Wednesday, October 28th, 2009 01:51 pm (UTC)
"But by day I make the cars and by night I make the bars.
"If only they could read between the lines."

People took the song as an anthem . . .
Wednesday, October 28th, 2009 02:01 pm (UTC)
Fourth safest for workplace deaths... but only because Detroit doesn't have a statistically significant number of people *in* workplaces.
Wednesday, October 28th, 2009 03:32 pm (UTC)
how can they have "no bids" and yet liveable properties are being bought?

#
Wednesday, October 28th, 2009 04:06 pm (UTC)
According to the article, about a fifth of the properties up for auction sold. The rest, nobody wanted.
Wednesday, October 28th, 2009 05:40 pm (UTC)
I suppose it's going to end up like New England mill towns, after electricity. High oil prices are probably going to bring some people back from the suburbs. But the climate is bitter, and without major industry, it will be a long time before it comes back, if it ever does.
Wednesday, October 28th, 2009 06:30 pm (UTC)
For the New England mill towns, it's been a century . . .
Wednesday, October 28th, 2009 06:36 pm (UTC)
Mill towns after electricity ... Pittsburgh steel towns ... Detroit.
Next?
Wednesday, October 28th, 2009 08:04 pm (UTC)
Perhaps. On the other hand, there's U. Mich, and a lot of skilled craftspeople in Michigan. So there's something to build on there.
Thursday, October 29th, 2009 07:42 pm (UTC)
We've quadrupled our Ann Arbor office over the last 10 months and want to probably double that again in the next year. High tech companies should be flocking to that area, since you've got UMich and Eastern Mich right there churning out people who want to stay in the area.
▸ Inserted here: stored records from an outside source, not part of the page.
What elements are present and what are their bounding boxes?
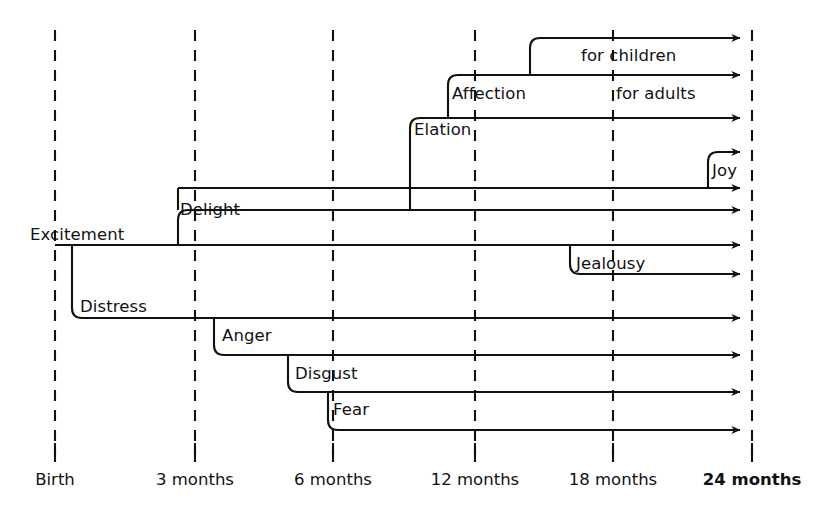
axis-label-birth: Birth [35,472,75,489]
branch-anger [214,318,740,355]
node-label-delight: Delight [180,202,240,219]
node-label-disgust: Disgust [295,366,358,383]
branch-delight [178,210,740,245]
branch-fear [328,392,740,430]
node-label-for-adults: for adults [616,86,696,103]
node-label-distress: Distress [80,299,147,316]
axis-label-18-months: 18 months [569,472,657,489]
axis-label-6-months: 6 months [294,472,372,489]
axis-label-12-months: 12 months [431,472,519,489]
axis-label-24-months: 24 months [703,472,801,489]
node-label-joy: Joy [712,163,737,180]
diagram-canvas: for children Affection for adults Elatio… [0,0,822,526]
node-label-fear: Fear [333,402,369,419]
axis-tick-marks [55,443,752,462]
node-label-jealousy: Jealousy [576,256,645,273]
node-label-excitement: Excitement [30,227,124,244]
node-label-elation: Elation [414,122,471,139]
axis-label-3-months: 3 months [156,472,234,489]
diagram-svg [0,0,822,526]
node-label-affection: Affection [452,86,526,103]
node-label-anger: Anger [222,328,272,345]
node-label-for-children: for children [581,48,676,65]
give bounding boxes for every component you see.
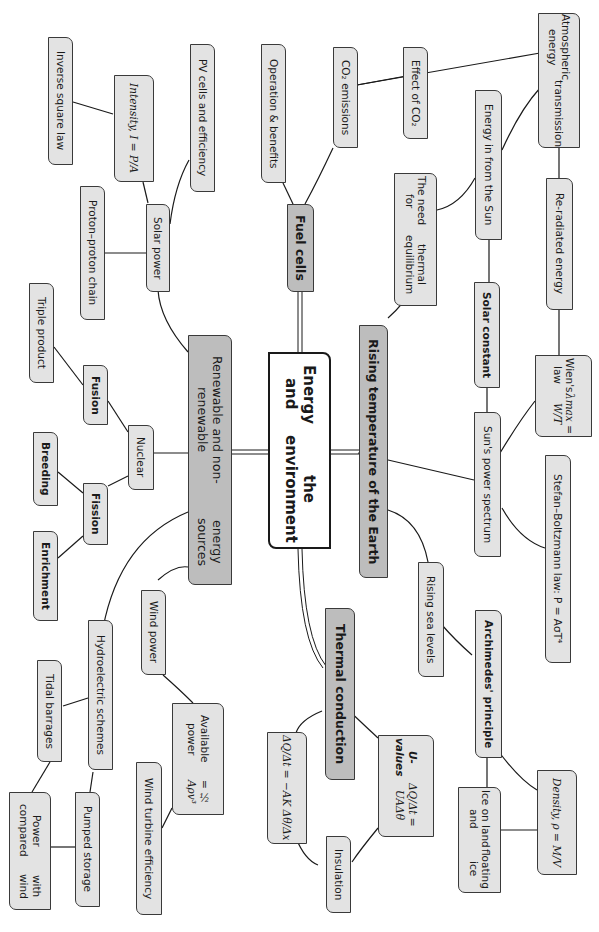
node-ice-land-floating[interactable]: Ice on land and floating ice [458, 787, 501, 893]
enrichment-label: Enrichment [39, 542, 52, 610]
tidal-label: Tidal barrages [43, 674, 56, 749]
stefan-label: Stefan–Boltzmann law: P = AσT⁴ [552, 474, 565, 643]
root-node[interactable]: Energy and the environment [268, 352, 331, 549]
node-energy-from-sun[interactable]: Energy in from the Sun [475, 90, 502, 240]
node-wind-turbine-efficiency[interactable]: Wind turbine efficiency [136, 762, 162, 915]
power-compared-line2: with wind [17, 866, 42, 907]
branch-renewable-label-line2: energy sources [195, 501, 225, 582]
node-archimedes-principle[interactable]: Archimedes' principle [475, 610, 502, 758]
node-u-values[interactable]: U-values ΔQ/Δt = UAΔθ [378, 735, 434, 837]
branch-rising-temp-label: Rising temperature of the Earth [366, 339, 381, 564]
node-tidal-barrages[interactable]: Tidal barrages [37, 660, 62, 762]
node-proton-proton-chain[interactable]: Proton–proton chain [80, 186, 105, 320]
fusion-label: Fusion [89, 376, 102, 415]
branch-thermal-conduction[interactable]: Thermal conduction [325, 608, 355, 780]
fission-label: Fission [89, 493, 102, 535]
node-density[interactable]: Density, ρ = M/V [537, 770, 577, 875]
node-breeding[interactable]: Breeding [33, 432, 58, 506]
power-compared-line1: Power compared [17, 795, 42, 866]
branch-rising-temperature[interactable]: Rising temperature of the Earth [359, 325, 388, 578]
node-solar-constant[interactable]: Solar constant [474, 282, 500, 388]
root-label-line1: Energy and [281, 356, 319, 432]
branch-renewable-energy[interactable]: Renewable and non-renewable energy sourc… [188, 335, 232, 585]
branch-renewable-label-line1: Renewable and non-renewable [195, 338, 225, 501]
breeding-label: Breeding [39, 442, 52, 496]
node-thermal-equilibrium[interactable]: The need for thermal equilibrium [394, 173, 437, 306]
energy-sun-label: Energy in from the Sun [482, 104, 495, 225]
node-co2-emissions[interactable]: CO₂ emissions [333, 47, 358, 148]
node-fusion[interactable]: Fusion [83, 365, 108, 425]
rising-sea-label: Rising sea levels [425, 576, 438, 663]
co2-emissions-label: CO₂ emissions [339, 60, 352, 135]
hydroelectric-label: Hydroelectric schemes [94, 635, 107, 755]
node-enrichment[interactable]: Enrichment [33, 531, 58, 621]
node-power-compared-wind[interactable]: Power compared with wind [9, 792, 51, 910]
wien-label-line1: Wien's law [551, 358, 576, 393]
node-wind-power[interactable]: Wind power [141, 590, 166, 675]
node-effect-of-co2[interactable]: Effect of CO₂ [403, 47, 428, 139]
suns-spectrum-label: Sun's power spectrum [481, 426, 494, 543]
u-values-formula: ΔQ/Δt = UAΔθ [393, 776, 418, 834]
proton-chain-label: Proton–proton chain [86, 200, 99, 305]
ice-label-line2: floating ice [467, 848, 492, 890]
archimedes-label: Archimedes' principle [482, 620, 495, 748]
solar-power-label: Solar power [152, 217, 165, 280]
node-inverse-square-law[interactable]: Inverse square law [48, 37, 73, 165]
available-power-formula: = ½ Aρv³ [185, 772, 210, 812]
density-label: Density, ρ = M/V [551, 778, 564, 867]
branch-fuel-cells[interactable]: Fuel cells [287, 204, 314, 292]
branch-fuel-cells-label: Fuel cells [293, 215, 308, 281]
node-rising-sea-levels[interactable]: Rising sea levels [418, 562, 444, 677]
operation-benefits-label: Operation & benefits [267, 59, 280, 169]
ice-label-line1: Ice on land and [467, 790, 492, 848]
node-operation-benefits[interactable]: Operation & benefits [261, 44, 286, 183]
reradiated-label: Re-radiated energy [553, 193, 566, 294]
effect-co2-label: Effect of CO₂ [409, 60, 422, 127]
wien-formula: λmax = W/T [551, 393, 576, 434]
inverse-square-label: Inverse square law [54, 51, 67, 150]
pv-cells-label: PV cells and efficiency [196, 59, 209, 176]
insulation-label: Insulation [332, 849, 345, 900]
node-stefan-boltzmann[interactable]: Stefan–Boltzmann law: P = AσT⁴ [545, 455, 571, 663]
thermal-eq-label-line2: thermal equilibrium [403, 226, 428, 303]
node-atmospheric-transmission[interactable]: Atmospheric energy transmission [538, 13, 580, 148]
node-intensity[interactable]: Intensity, I = P/A [114, 75, 154, 182]
atmospheric-label-line1: Atmospheric energy [546, 14, 571, 80]
branch-thermal-label: Thermal conduction [333, 624, 348, 764]
node-insulation[interactable]: Insulation [326, 836, 351, 913]
available-power-line1: Available power [185, 706, 210, 772]
wind-turbine-label: Wind turbine efficiency [143, 778, 156, 899]
node-available-power[interactable]: Available power = ½ Aρv³ [172, 703, 224, 815]
intensity-label: Intensity, I = P/A [128, 83, 141, 173]
node-hydroelectric[interactable]: Hydroelectric schemes [88, 620, 113, 770]
solar-constant-label: Solar constant [481, 292, 494, 378]
fourier-formula: ΔQ/Δt = −AK Δθ/Δx [281, 735, 294, 841]
wind-power-label: Wind power [147, 601, 160, 663]
u-values-title: U-values [393, 738, 418, 776]
node-fission[interactable]: Fission [83, 483, 108, 545]
pumped-storage-label: Pumped storage [81, 806, 94, 892]
node-solar-power[interactable]: Solar power [146, 204, 170, 292]
root-label-line2: the environment [281, 432, 319, 545]
triple-product-label: Triple product [35, 297, 48, 369]
node-suns-power-spectrum[interactable]: Sun's power spectrum [474, 412, 501, 557]
node-wiens-law[interactable]: Wien's law λmax = W/T [535, 355, 592, 437]
node-pv-cells[interactable]: PV cells and efficiency [190, 44, 215, 192]
node-pumped-storage[interactable]: Pumped storage [75, 792, 100, 907]
nuclear-label: Nuclear [135, 437, 148, 477]
node-reradiated-energy[interactable]: Re-radiated energy [546, 178, 573, 310]
node-triple-product[interactable]: Triple product [29, 283, 54, 383]
atmospheric-label-line2: transmission [553, 80, 566, 147]
node-fourier-conduction[interactable]: ΔQ/Δt = −AK Δθ/Δx [267, 732, 307, 844]
node-nuclear[interactable]: Nuclear [128, 425, 154, 490]
thermal-eq-label-line1: The need for [403, 176, 428, 226]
To say that doing business in that area has been a challenge would be an understatement. Ignoring the usual bugaboos like state taxes,labor laws and the like, just getting anyone to do any work is maddening. We'd a network install take 6 months. The fiber from Cleveland to right across the street in 3 weeks. The last 100' took 5 months with an amazing litany of excuses for why it was taking so long (they finally settled on 'conduit is filled with water and frozen solid...can't do anything until it melt...'). Just getting anyone interested in leasing us a building took another 6 months. The build out of the floor took months.
Thursday, October 29th, 2009 09:29 pm (UTC)
Heck, just a few minutes ago, I was handed an invoice to approve. This was from a pretty decent electrician in Ann Arbor who did the work we needed quickly and skillfully.

Dumbass didn't put his *name* on the invoice, tho, so I can't pay him for his work.